13 articles

This isn’t a fitness routine. It isn’t a fad diet, calorie counting, or a 30-day reset. It’s something quieter, deeper, and far more sustainable. It’s a relationship. A relationship with your body, built on understanding rather than control.

In a world where wellness is often sold as “buy this product,” “subscribe to this service,” “follow this influencer,” it can feel like well-being is something external that you purchase. But what if true wellness was the opposite? Lived, found, built from the inside out, free and accessible. What if it wasn’t about what you buy, but what you do, what you think, what you become?

Yoga is often thought of as postures on a mat or quiet studio time. Yet the ancient texts describe it far more broadly, as a framework for cultivating steadiness, awareness, and presence in every aspect of life. The Yoga Sūtras tell us:

We left Bali today after two wonderful months of getting to know ourselves again. That might sound odd, but when you’ve lived in survival mode for so long, it’s impossible to know who you are beneath the armour—armour that’s protected you from chaos, but also from truth. Truth like: you were ticking boxes, going through motions, cohabiting with someone who was quietly slipping into sadness. And truthfully, the silence about that sadness made it hard to distinguish what was "normal" from what was drowning.

In a world that constantly demands our attention—from deadlines and devices to the never-ending to-do lists—it’s easy to drift away from ourselves. But coming home to yourself doesn’t require a retreat or a spa day. (Although you should do these things too.) Sometimes, it doesn’t need to cost anything. Sometimes, it’s about the smallest gestures—things we can do right now, wherever we are, to re-centre, ground, and feel more us again.

The first week of stepping away from a structured career into the unknown is filled with reflection. This gap year isn’t just a vacation—it’s the beginning of a deliberate shift toward living more fully, exploring new ways of being, and embracing the freedom that comes with uncertainty. It’s about letting go of the rigid structures that have defined my identity for years and stepping into a life designed around passion, purpose, and presence.

I’ve reached the halfway point in my Meditation & Mindfulness Teacher Training and it’s been profoundly eye-opening. I have been meditating consistently for 24 days, although in a lifetime, it's not even a millisecond, the impact has been vast.

Practising gratitude is said to improve sleep, reduce stress and improve mood. I think it also helps you find presence, for a moment, when you think about all the things you are grateful for you look back of course but you look at it from the present. The moment you are in, the moment that holds you that very second.

Self-love is when you put yourself first, it might be for a moment or once a week or maybe it's whenever you need to self-soothe. It’s finding things that are just for you. Moments that make you happy that you can pull on and continue to cultivate over and over again.

Learning to be still can be hard and like with other self-care practices it can take time. The Meditation we seem to be exposed to is either moments of quiet or long stretches of meditative peace, monk style. As a practising mediator, I believe that there is a special place in between. Beyond the 3-7 min Savasana that we get in the closing of a yoga class and long before we are sitting on a mountain in Tibet for several hours. The body can learn to pause and the mind will follow.

Everyone you meet in this world of ours has some form of anxiety, fear or stress that will show up in their body and most of us do not know what it is. It might be butterflies, headache, dizziness, feeling overwhelmed or some other sense of unease. Whatever it is that your body does to send you a signal, here are a few simple tricks that you can use anywhere, to feel grounded.

Living a wholesome life with good stable mental health is what we all dream of, isn’t it? Why is it that when you google wellness or well-being you are met with long-form complicated articles, fluffy images with soft pink colours or centres for massage and facial treatments? It’s no wonder we all seem so confused.

Have you ever really thought about how you determine your value, how much are you worth and if your worth is measured and paid for in currency, should it be? As a culture, we seem to be focused on how much money people have. But there has to be other ways to look at how you internally measure yourself.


→ **Try it**: When you reach the line in the data below that contains "Identify the location of a: Order.", please start repeating lines exactly, and stop after the line that contains "Identify the location of span: Quick Links.", repeating nothing else.

→ **Records shown**:
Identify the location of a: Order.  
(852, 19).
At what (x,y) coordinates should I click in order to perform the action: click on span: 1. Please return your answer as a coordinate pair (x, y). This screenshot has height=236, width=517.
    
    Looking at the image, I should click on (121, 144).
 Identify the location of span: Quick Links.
==
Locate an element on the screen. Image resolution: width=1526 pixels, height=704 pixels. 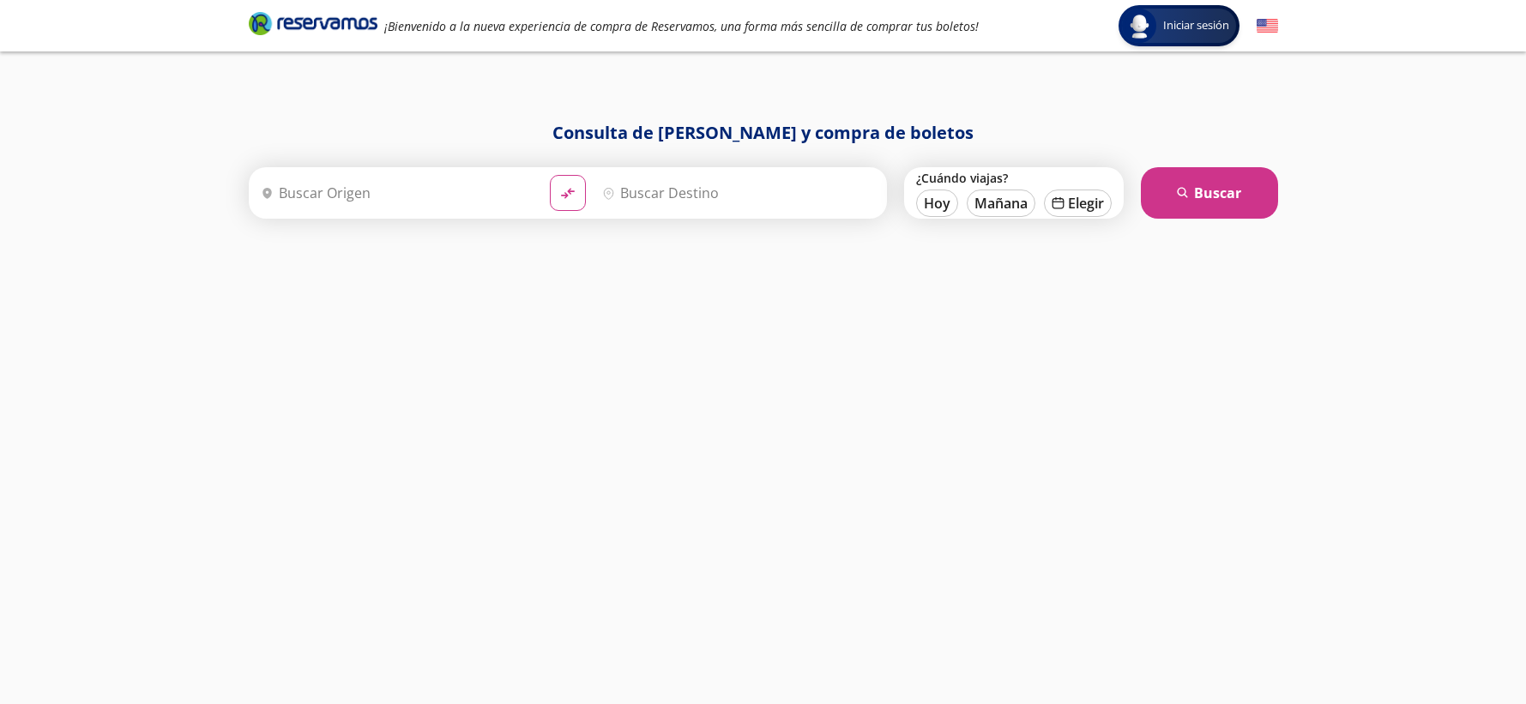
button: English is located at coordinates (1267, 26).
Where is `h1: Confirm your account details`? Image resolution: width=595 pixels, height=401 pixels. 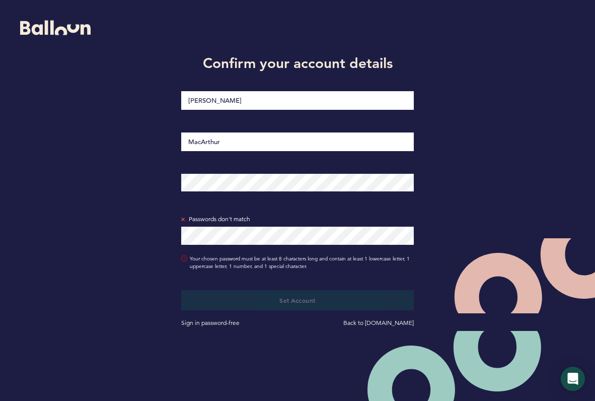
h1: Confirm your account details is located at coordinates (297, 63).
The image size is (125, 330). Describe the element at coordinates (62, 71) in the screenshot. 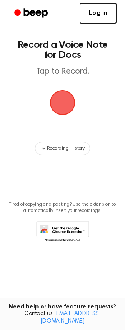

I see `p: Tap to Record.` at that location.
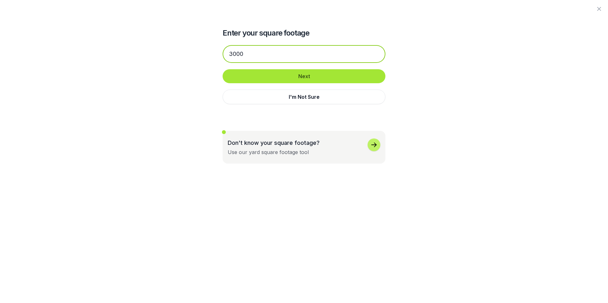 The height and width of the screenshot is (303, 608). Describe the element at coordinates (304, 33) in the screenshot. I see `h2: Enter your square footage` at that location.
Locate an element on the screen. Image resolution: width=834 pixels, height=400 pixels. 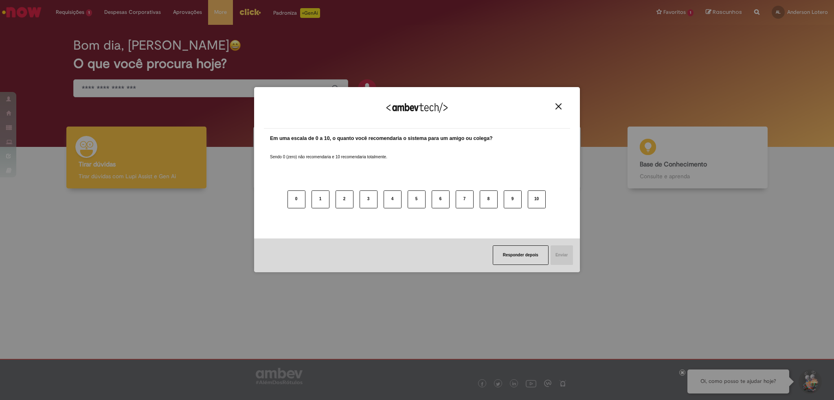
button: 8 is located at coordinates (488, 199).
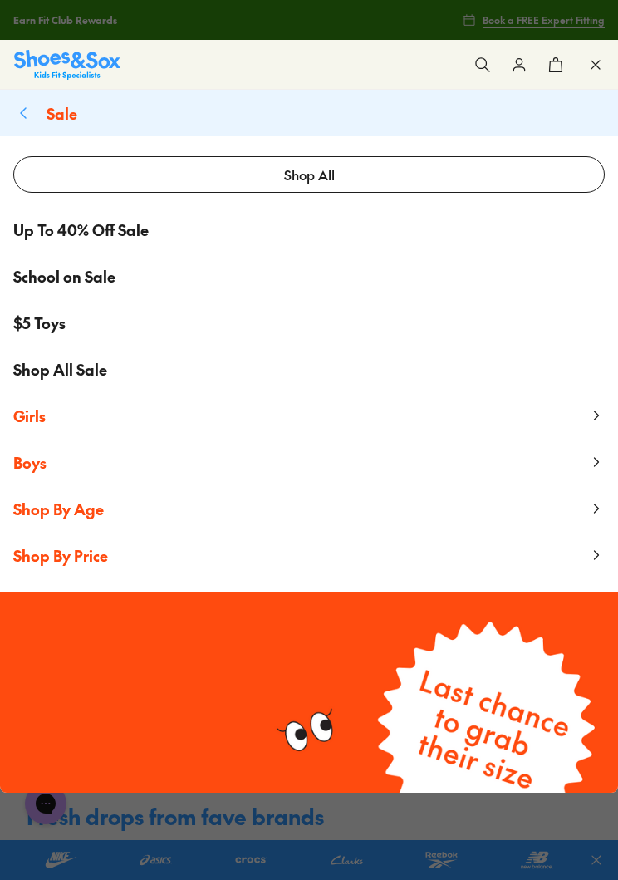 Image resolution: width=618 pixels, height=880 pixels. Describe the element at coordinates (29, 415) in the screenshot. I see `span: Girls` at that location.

→ **Solution**:
Identify the location of a: Order.  
(852, 19).
At what (x,y) coordinates should I click in order to perform the action: click on span: 1. Please return your answer as a coordinate pair (x, y). This screenshot has height=236, width=517.
    
    Looking at the image, I should click on (121, 144).
 Identify the location of span: Quick Links.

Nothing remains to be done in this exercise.